JavaFX Presentation Model Pattern Using Binding

28 06 2009

Introduction

When working with Java Swing I used the JGoodies libraries such as Binding, Forms, Validation to build very cool Swing applications. So, this enabled me to soon learn the Presentation Pattern. The key advantages using the presentation pattern are to decouple the domain objects from the presentation layer, to help reduce complexity and facilitate multiple presentation layers. Some other advantages are ease of unit testing, functional testing (testing various layers independently of each other) and code maintenance (better package structuring).  Since JavaFX has binding for fweee (a line in the movie Bed Time Stories) do we still need to be concerned or understand this great pattern while using JavaFX? I believe we should. In my opinion I think people would likely get into trouble with the bind keyword without proper understanding of the presentation model pattern. Here I will demonstrate a simple form with a TextBox bound to a domain object in a bidirectional way. (written using JavaFX 1.2)

Example

There are two scenarios that will describe how data will flow. Scenario 1 is when a user is changing information on the view component and the data will be set on the domain object. Scenario 2 is when data is set in a domain object which intern will update the view component.
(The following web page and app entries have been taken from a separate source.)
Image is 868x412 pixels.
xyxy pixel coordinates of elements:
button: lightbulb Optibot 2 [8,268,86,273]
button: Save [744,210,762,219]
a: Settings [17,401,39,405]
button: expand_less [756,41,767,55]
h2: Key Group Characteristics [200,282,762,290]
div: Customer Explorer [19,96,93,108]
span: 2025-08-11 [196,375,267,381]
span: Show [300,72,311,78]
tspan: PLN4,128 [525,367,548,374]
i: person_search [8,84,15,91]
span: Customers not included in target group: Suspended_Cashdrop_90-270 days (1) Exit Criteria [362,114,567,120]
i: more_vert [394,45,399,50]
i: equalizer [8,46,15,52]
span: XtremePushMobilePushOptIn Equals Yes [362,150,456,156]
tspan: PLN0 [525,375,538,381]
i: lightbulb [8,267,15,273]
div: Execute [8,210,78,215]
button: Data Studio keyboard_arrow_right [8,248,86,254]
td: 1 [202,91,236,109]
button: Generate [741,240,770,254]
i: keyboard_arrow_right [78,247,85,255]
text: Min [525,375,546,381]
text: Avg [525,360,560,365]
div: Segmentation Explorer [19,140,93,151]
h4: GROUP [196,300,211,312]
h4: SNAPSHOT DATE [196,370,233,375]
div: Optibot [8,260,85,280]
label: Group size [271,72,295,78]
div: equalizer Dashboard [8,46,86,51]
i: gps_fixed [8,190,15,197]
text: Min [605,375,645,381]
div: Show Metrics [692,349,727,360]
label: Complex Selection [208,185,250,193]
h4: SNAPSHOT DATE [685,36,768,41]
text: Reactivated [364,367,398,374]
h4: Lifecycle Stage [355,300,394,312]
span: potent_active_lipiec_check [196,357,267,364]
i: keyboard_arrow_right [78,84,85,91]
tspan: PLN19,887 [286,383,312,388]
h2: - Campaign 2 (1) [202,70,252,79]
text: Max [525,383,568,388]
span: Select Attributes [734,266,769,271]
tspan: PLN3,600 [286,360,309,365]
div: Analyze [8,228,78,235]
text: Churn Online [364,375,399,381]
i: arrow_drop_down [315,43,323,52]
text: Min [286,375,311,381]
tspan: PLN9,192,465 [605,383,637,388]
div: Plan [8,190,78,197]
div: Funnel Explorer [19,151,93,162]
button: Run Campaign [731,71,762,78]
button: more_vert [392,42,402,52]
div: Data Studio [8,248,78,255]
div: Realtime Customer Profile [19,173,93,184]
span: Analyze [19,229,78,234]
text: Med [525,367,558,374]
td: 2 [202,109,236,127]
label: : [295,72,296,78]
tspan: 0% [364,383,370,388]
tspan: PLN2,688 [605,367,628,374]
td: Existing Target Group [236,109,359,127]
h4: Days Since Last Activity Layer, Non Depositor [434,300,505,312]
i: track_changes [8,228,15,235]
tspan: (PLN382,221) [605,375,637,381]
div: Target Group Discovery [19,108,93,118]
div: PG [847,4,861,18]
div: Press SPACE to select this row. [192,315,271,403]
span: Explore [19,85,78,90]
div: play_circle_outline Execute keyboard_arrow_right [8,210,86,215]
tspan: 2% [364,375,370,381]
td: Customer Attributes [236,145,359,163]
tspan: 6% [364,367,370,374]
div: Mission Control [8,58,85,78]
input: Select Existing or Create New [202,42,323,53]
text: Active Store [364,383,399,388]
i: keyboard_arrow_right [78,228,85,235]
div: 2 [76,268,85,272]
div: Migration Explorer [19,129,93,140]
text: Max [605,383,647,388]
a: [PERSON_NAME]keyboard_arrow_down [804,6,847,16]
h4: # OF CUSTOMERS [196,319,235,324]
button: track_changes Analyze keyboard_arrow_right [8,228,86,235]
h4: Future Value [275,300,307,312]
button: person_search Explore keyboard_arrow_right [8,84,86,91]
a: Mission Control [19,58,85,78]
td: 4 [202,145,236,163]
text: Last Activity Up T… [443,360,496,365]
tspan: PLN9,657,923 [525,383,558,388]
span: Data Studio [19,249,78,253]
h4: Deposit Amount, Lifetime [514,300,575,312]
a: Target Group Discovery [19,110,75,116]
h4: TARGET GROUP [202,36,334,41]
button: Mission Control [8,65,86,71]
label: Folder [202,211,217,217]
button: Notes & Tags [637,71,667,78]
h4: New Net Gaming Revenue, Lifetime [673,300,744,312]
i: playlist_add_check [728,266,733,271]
In the application there will be a section called Variables which will display each variable or attribute being set.

Scenario 1: Changing the View

Enter Person Name

Enter Person Name

A GUI form contains a field allowing the user to type in the person’s name. As soon as the user loses focus or hits the Enter key the person object’s name is automatically populated.
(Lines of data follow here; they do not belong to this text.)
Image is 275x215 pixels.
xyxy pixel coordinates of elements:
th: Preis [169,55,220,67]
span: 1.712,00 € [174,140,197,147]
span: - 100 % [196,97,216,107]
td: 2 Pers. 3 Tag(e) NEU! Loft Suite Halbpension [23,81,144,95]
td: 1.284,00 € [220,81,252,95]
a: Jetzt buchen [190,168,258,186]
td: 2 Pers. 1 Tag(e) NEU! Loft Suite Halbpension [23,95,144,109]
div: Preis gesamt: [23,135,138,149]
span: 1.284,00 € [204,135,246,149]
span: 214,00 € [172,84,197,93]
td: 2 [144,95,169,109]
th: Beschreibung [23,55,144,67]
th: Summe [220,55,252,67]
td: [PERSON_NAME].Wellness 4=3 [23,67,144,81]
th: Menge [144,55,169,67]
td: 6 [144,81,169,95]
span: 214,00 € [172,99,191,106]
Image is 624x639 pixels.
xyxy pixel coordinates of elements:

Scenario 2: Changing the Model

Setting bean property

Setting bean property

A GUI form contains a second field allowing the user to type in the person’s name. As soon as the user hits the Enter key the person object’s name property will be modified which notifies the presentation model which updates the view (TextBox) component with the new name (text property).

Presentation Model Pattern Demo – This is a simple test to demonstrate how we can mimic the presentation model pattern. Click image to launch.
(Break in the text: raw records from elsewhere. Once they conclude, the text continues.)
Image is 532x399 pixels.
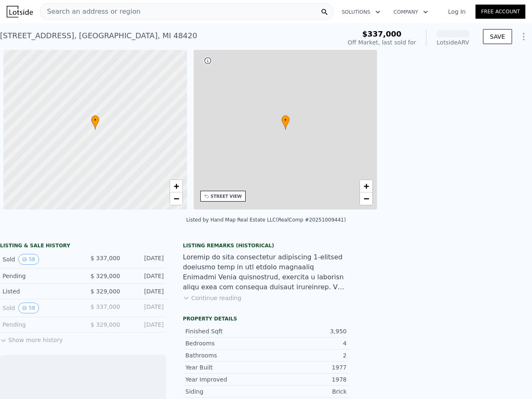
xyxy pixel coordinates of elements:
div: [DATE] [127,272,163,280]
span: $ 337,000 [91,255,120,262]
div: 1977 [266,363,347,372]
a: Log In [438,7,475,16]
span: $ 337,000 [91,304,120,310]
span: • [91,116,99,124]
div: Property details [183,315,349,322]
div: • [281,115,290,130]
button: Continue reading [183,294,241,302]
span: − [173,193,179,203]
div: 2 [266,351,347,360]
img: Lotside [7,6,33,18]
div: Off Market, last sold for [348,38,416,47]
div: Lotside ARV [436,38,470,47]
a: Zoom in [360,180,372,192]
div: Pending [3,272,76,280]
span: $ 329,000 [91,272,120,279]
button: Company [387,5,435,20]
span: $ 329,000 [91,321,120,328]
div: Finished Sqft [185,327,266,335]
span: $337,000 [362,30,401,38]
div: Year Improved [185,375,266,383]
button: SAVE [483,29,512,44]
div: Brick [266,387,347,395]
div: Sold [3,254,76,265]
div: Loremip do sita consectetur adipiscing 1-elitsed doeiusmo temp in utl etdolo magnaaliq Enimadmi V... [183,252,349,292]
div: Listed [3,287,76,295]
div: [DATE] [127,287,163,295]
a: Zoom in [170,180,183,192]
div: 4 [266,339,347,347]
button: View historical data [18,254,38,265]
span: + [173,181,179,191]
div: Year Built [185,363,266,372]
div: STREET VIEW [211,193,242,199]
div: 1978 [266,375,347,383]
div: 3,950 [266,327,347,335]
div: Listing Remarks (Historical) [183,242,349,249]
div: Listed by Hand Map Real Estate LLC (RealComp #20251009441) [186,217,346,223]
button: Show Options [515,28,532,45]
div: [DATE] [127,320,163,328]
a: Free Account [475,5,525,19]
div: Siding [185,387,266,395]
button: View historical data [18,302,38,313]
div: Pending [3,320,76,328]
div: Bathrooms [185,351,266,360]
a: Zoom out [170,192,183,205]
div: [DATE] [127,302,163,313]
div: • [91,115,99,130]
span: Search an address or region [40,7,141,17]
a: Zoom out [360,192,372,205]
span: − [364,193,369,203]
div: Sold [3,302,76,313]
div: [DATE] [127,254,163,265]
span: • [281,116,290,124]
span: + [364,181,369,191]
button: Solutions [335,5,387,20]
span: $ 329,000 [91,288,120,295]
div: Bedrooms [185,339,266,347]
Presentation Model Pattern Demo

Presentation Model Pattern Demo

Step 1: Create domain object

//Simple JavaFX bean class
class Person {
    public var name:String
}

Step 2: Create presentation model

// create presentation model
var namePresentationModel:String on replace oldValue {
    println("Old Value = {oldValue}"); // debug code
    println("New Value = {namePresentationModel}"); // debug code
}

Step 3: Create a person object instance from the Person class
By binding the presentation model with the person object’s name attribute and using inverse to bind the other way. Person.name notifies namePresentationModel which notifies personForm (TextBox see Step 4)

// create an object instance of Person
var personBean = Person{
    name: bind namePresentationModel with inverse
};

Step 4: Create view component (Person’s name TextBox)

By binding the presentation model with the personForm(TextBox) ’s text attribute and using inverse to bind the other way. personForm (TextBox) notifies namePresentationModel which notifies Person.name. This is a JavaFX common profile TextBox component.

// create the view or form (in this case just a textbox)
// bidirectional binding to presentation model
var personForm:TextBox = TextBox{
                text: bind namePresentationModel with inverse
                columns: 12
                selectOnFocus: true
}

Step 5: Create a way to set the person bean’s name attribute
The action executes when the user hits the enter key. This works only on the desktop profile. Notice below where the action function will set the personBean’s name attribute to the text entered into TextBox. This is a JavaFX common profile TextBox component.

// create the view or form (in this case just a textbox)
// This will manually set person.name to personForm2.text
var personForm2:TextBox = TextBox{
                text: ""
                columns: 12
                selectOnFocus: true
                action: function(){
                    personBean.name = personForm2.text
                }
}

Conclusion

Although I have comments and debug statements you will notice how simple and very little code to achieve the presentation model pattern. In the near future I would bet that there will be JavaFX application frameworks which will make form type application development with ease. Any comments are welcome. Enjoy!